Many organizations already have a distribution mechanism they trust that avoids this problem for emails that follow your typical format, but many times these do not allow you to send an unaltered html file. The system that allows for “easy editing” of the content leaves you less control over the HTML. If you have a time sensitive broadcast, or you just don’t want to spend an hour futzing with your email broadcast service provider, you might look for a quicker solution. This is not rocket science after all, we just want to take HTML that is already complete and tell the computer that it’s an email and it should go to this list of people.

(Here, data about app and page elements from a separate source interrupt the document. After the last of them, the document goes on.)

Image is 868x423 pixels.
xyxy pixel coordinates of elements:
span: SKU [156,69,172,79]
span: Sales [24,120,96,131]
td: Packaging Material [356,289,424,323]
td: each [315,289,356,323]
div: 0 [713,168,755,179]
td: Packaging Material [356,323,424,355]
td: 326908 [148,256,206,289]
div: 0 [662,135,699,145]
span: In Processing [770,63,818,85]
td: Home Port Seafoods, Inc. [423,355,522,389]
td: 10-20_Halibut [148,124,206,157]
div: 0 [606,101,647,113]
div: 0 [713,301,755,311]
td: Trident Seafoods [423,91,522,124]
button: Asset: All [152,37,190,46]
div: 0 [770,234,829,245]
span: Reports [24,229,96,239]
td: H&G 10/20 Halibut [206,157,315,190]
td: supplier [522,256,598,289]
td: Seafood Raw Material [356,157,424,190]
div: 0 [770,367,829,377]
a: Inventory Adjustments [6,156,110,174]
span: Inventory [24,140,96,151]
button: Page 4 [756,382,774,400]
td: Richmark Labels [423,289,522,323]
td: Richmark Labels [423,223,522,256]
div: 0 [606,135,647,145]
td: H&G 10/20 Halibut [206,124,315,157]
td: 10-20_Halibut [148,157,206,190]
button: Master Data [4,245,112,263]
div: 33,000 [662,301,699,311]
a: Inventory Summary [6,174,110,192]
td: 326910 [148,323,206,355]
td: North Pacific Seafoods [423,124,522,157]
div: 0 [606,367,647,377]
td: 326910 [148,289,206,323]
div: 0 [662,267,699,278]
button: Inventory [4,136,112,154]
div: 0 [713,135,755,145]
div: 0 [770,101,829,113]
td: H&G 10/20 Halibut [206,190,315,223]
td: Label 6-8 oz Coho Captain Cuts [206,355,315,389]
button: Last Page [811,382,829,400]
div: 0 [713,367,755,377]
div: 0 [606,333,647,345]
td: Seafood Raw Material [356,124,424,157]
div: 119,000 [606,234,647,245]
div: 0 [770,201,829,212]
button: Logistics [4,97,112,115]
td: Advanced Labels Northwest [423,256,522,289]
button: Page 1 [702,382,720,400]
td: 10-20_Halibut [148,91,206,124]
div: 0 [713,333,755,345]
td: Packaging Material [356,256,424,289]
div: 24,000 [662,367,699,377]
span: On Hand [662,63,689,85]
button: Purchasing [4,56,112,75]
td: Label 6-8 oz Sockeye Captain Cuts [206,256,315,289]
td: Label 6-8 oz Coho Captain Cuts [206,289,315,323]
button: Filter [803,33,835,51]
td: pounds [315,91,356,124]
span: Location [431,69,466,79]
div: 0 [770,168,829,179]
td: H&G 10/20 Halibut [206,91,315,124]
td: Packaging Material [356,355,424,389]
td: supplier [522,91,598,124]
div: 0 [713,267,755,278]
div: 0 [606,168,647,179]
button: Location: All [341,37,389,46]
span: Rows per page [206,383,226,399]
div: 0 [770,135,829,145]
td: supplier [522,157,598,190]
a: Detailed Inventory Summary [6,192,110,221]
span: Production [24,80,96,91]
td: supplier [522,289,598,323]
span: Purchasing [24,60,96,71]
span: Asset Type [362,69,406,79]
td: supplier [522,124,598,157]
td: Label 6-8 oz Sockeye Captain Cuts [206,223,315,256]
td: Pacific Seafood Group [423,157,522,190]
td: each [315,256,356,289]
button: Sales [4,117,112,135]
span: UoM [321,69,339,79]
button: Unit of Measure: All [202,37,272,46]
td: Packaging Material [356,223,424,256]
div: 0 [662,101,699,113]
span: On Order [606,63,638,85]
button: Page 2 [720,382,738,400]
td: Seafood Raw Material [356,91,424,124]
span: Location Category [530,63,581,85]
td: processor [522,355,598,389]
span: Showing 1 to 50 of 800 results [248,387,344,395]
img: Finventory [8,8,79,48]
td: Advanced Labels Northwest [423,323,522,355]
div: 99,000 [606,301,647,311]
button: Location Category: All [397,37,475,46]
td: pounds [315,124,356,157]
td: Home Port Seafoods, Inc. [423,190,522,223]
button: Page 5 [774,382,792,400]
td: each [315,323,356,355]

To accomplish this without the “help” of a service provider, a few times I’ve used the trick of just sending the contents of an HTML file to the sendmail command on a *NIX or Mac OS X machine. As long as sendmail is configured properly (which it usually is if you have command line access to a shared-hosting web server), you can use sendmail’s “-t” option to tell sendmail to get the email’s recipients information from the header information in the file. Then you just need to add a few lines of header information to your HTML file so that it looks like this:
Errors: errors@derekgulbranson.com
From: Derek Gulbranson <derek @derekgulbranson.com>
To: Test Recipient < derek@derekgulbranson.com >
Subject: Sending Via Sendmail
MIME-Version: 1.0
Content-Type: text/html; charset=us-ascii
Content-Transfer-Encoding: 8bit
</derek>
You’ll want to be sure that the domain in the From: email address resolves to the same IP address as the machine that is doing the actual sending or the email may get a high spam rating, be blocked by ISP’s, or possibly cause that server to be “black-listed”. The From: name is not checked against anything and can be whatever you want.
You may want to do some research in the the multipart/alternative and other available types via the RFC’s if you want to include a plain text version.
I would expect this also would allow you to safely send emails using alternate content types like UTF-8, but I have not done much testing with this.